A shattered foreleg had healed with an ugly twist, the foot pointing inside and leaving only the prints of two warped toe pads when it touched the ground. Peg and Cripp circled twice round the steer at a distance of thirty feet. They had known other breeds and had found that some would share their kills.

Night after night Cripp followed the pack and came to the kill. The coyotes all avoided him but the strangers were assailed with a ghastly dread of his grinning mask, and their fears were communicated to the rest of the pack. Breed himself caught it.

Peg and Cripp were as sane as himself, yet a moment past they had been stricken before his very eyes. It had been very real, and Breed started suddenly from the knoll and headed for the base of the hills five miles away, nor did he stop until he was far back among their sheltering ridges.

Five miles below him a coyote had raised his voice; another answered. By traveling steadily Cripp and Peg had covered much ground since Breed's first cry of the night had reached their ears and the two coyotes were ten miles within the first folds of the hills and still seeking the yellow wolf, the leader of the pack.

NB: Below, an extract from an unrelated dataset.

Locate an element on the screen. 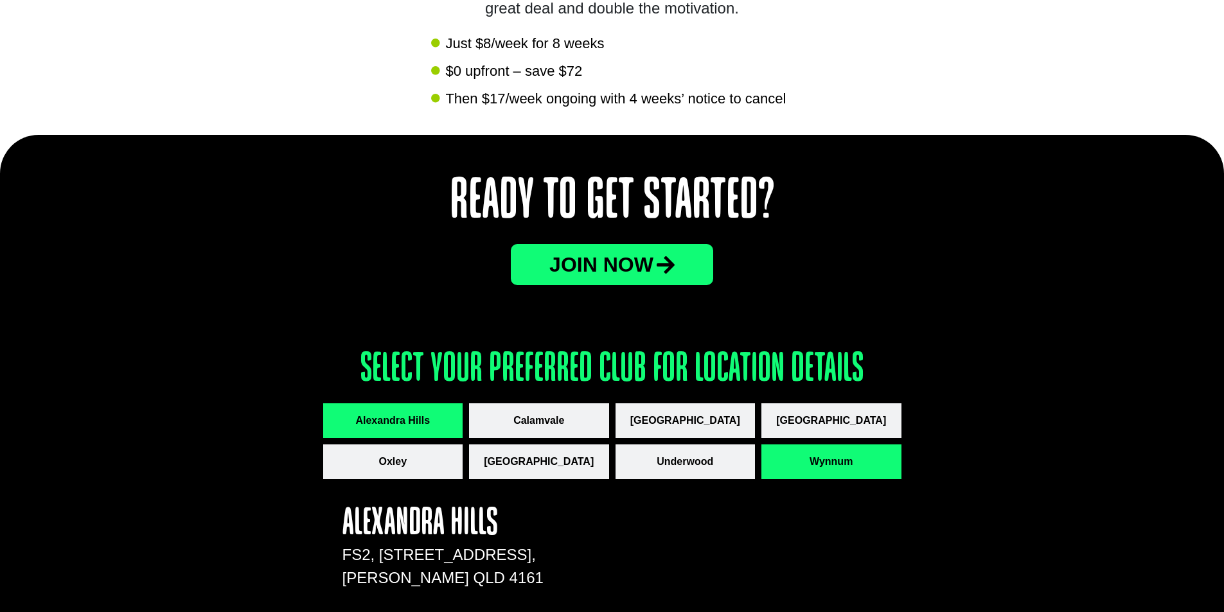 Image resolution: width=1224 pixels, height=612 pixels. span: $0 upfront – save $72 is located at coordinates (512, 71).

A faint trace of it pervaded the place, coming mainly from the bait itself and almost blotted by the meat scent. Cripp and Peg watched every move from a distance of ten feet. Two young coyotes had come to the spot and one of them worked in toward the bait from the opposite side, using the same tactics as those employed by Breed.

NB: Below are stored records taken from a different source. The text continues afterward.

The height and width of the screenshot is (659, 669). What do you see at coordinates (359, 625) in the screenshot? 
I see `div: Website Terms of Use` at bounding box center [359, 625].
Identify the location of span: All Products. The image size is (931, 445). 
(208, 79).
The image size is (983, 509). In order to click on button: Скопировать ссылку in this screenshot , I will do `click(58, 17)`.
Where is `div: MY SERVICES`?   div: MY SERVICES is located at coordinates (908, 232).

Then a new and appalling menace reared its ugly head in the foothills, striking not at coyotes alone but at every living thing. There were many coyotes such as Cripp, with the hair slipped from their hides, the ones that had survived a dose of poison but were unable to shake off its devastating after effects. Hydrophobia broke out among these and they ran amuck, striking alike at friends and foes.

Peg flashed round a sage and laid open his flank, and as he whirled to face this new enemy Cripp slashed him from behind. Three coyotes darted past Breed and before he had recovered from the shock of the surprise his enemy had fled. Flatear did not flee from fear but from an overwhelming sense of the whole world gone mad, the shattering of tradition and the overthrow of natural laws.

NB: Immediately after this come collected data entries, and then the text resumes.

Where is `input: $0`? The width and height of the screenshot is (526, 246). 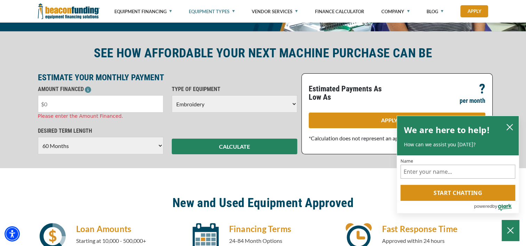 input: $0 is located at coordinates (100, 104).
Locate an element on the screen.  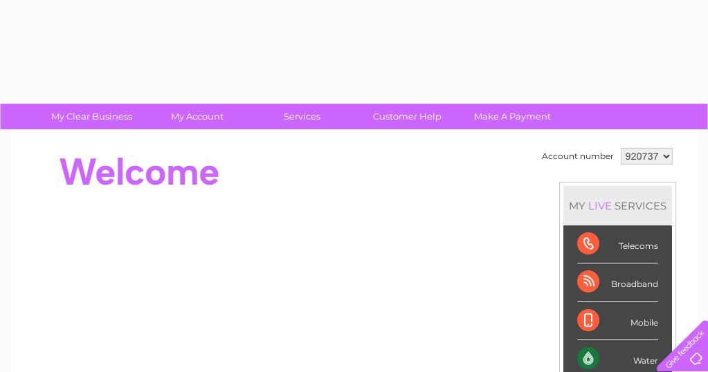
a: My Account is located at coordinates (196, 116).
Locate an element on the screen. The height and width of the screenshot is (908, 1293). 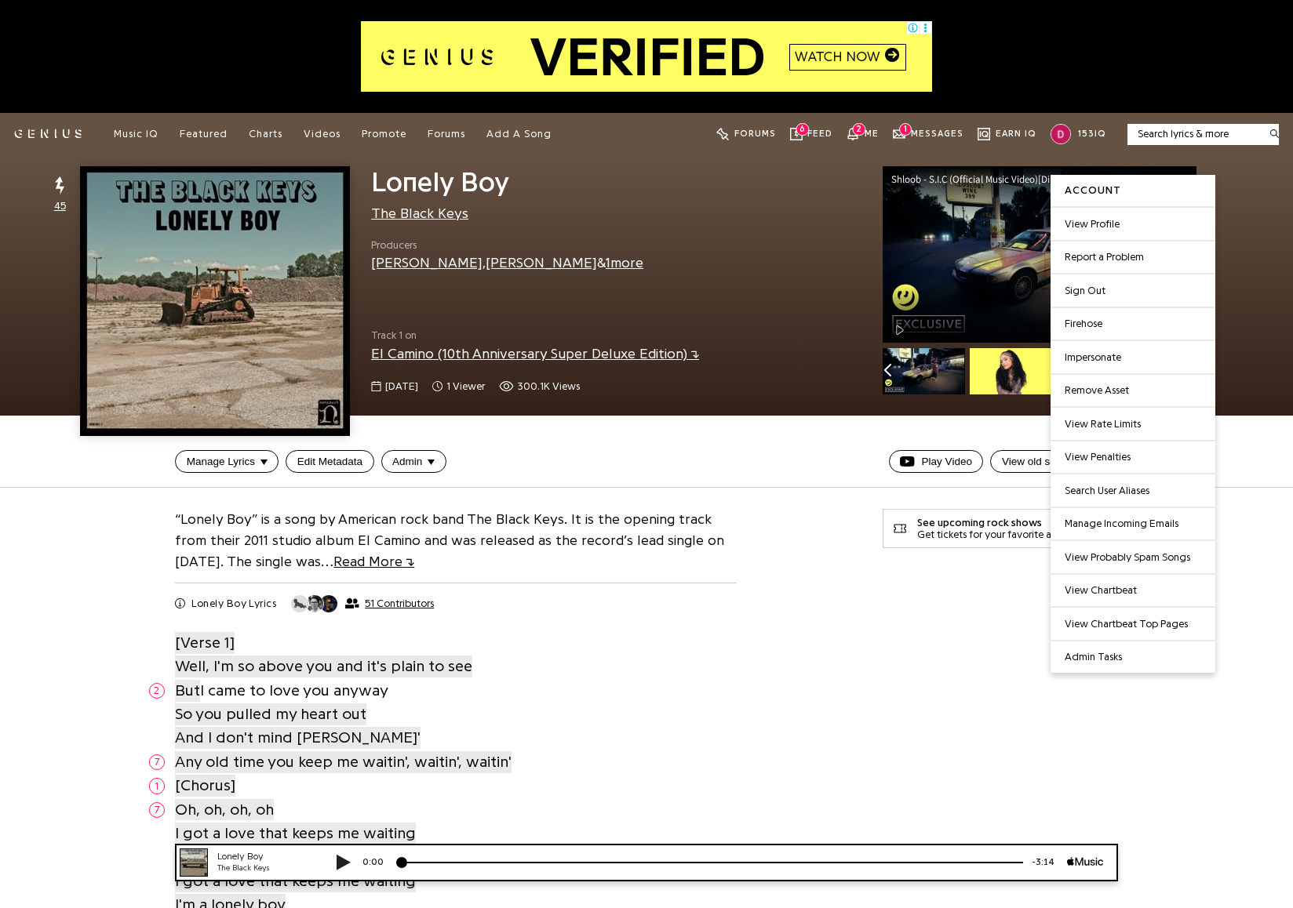
div: -3:14 is located at coordinates (882, 18).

Even then, though he did not know it, his pack was gathering to him. The two wise old coyotes who had fed with him the night before knew that wherever they found the big breed-wolf, there they would also find meat. They had started up at his first call and Peg was coming swiftly from the south, Cripp from the west.

All through the summer the coyotes shunned the specter of living death that plodded silently up and down the valleys and the ridges. When it came suddenly through the trees, drawn by the scent of a fresh kill, some coyote family scattered swiftly and left the feast. Cripp was as apt to howl in broad daylight as at night, and the sounds were meaningless, the unintelligible jargon of an idiot.

Breed went out to greet them and they sidled away as he advanced, stopping when he stopped and turning to face him. Cripp allowed him to draw close, his teeth bared in warning against a too effusive greeting, while Peg drew swiftly in behind the wolf. The peg-leg coyote stretched forth his nose for one deep sniff, then sprang ten feet away as Breed whirled.